The other approach would be to build a C# program that links both the old class and the new class (of course you'd need to rename the old class to avoid naming collision). The program would load OldMyClass from disk, construct NewMyClass from the values of its attributes, and serialize NewMyClass to disk. Essentially, this approach moves the task of conversion into the C# territory, which may be a lot more familiar to you.
In this case, i keep my changes in my object and recreate my xml through the XmlSerializer: http://support.microsoft.com/kb/815813
With this i load and save new xml schema based in my object.
I need to manipulate an existing XML document, and create a new one from it, removing a few nodes and attributes, and perhaps adding new ones, what would be the best group of classes to accomplish this?
There are a lot of .NET classes for XML manipulation, and I'm not sure what would be the optimal way to do it.
If it is a really huge XML which cannot fit into memory you should use XmlReader/XmlWriter. If not LINQ to XML is very easy to use. If you don't have .NET 3.5 you could use XmlDocument.
Here's an example of removing a node:
using System.Xml.Linq;
using System.Xml.XPath;
var doc = XElement.Load("test.xml");
doc.XPathSelectElement("//customer").Remove();
doc.Save("test.xml");
Use Linq to XML You can see the XDocument class here
Parsing the document with XML Style Sheets might be the easiest option if it is just a conversion process.
Here is how to use XSLT in .NET.
and
Here is an introduction to XSLT.
It confused me a bit at first, but now I pretty much use XSLT to do all my XML conversions.
If you have an official schema, you can use the XmlSerializer. Otherwise it is best to use the XmlDocument, XmlNode, XmlElement etc classes.
Otherwise it could also depend on what you are using the xml for, i.e. marking up some document, representing objects etc.
Does anyone know what advantages (memory/speed) there are by using a class generated by the XSD tool to explore a deserialized XML file as opposed to XPATH?
I'd say the advantage is that you get a strongly typed class which is more convenient to use, and also the constructor for the class will throw an exception if the XML data in the file is invalid for creating the object, so you get a minimal data validation for free.

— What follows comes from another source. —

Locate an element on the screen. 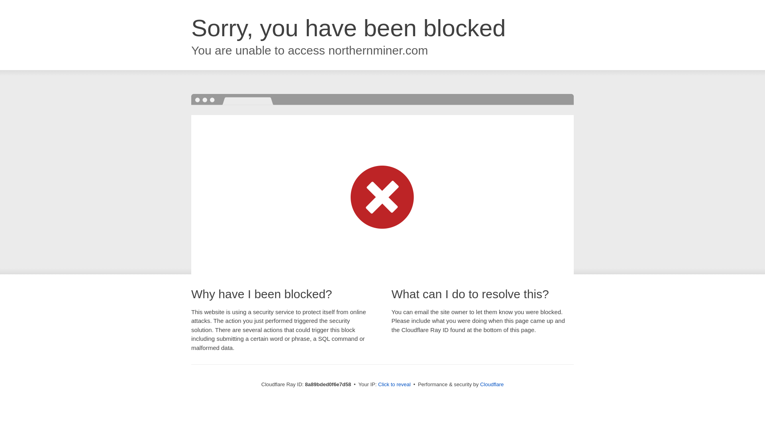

If you don't want to write boilerplate code, and you need to check ANY values of your XML on the way through, you can't go wrong with the XSD.exe generated classes.
The two are very different; but XmlSerializer will always deserialize entire objects; with XPath you can pick and choose. I'd use XmlSerializer personally, though - harder to get wrong.
XPath, however, is a complex beast that depends on the back-end. For example, XmlDocument (mutable) will behave differently to XPathDocument (read-only, optimized for query).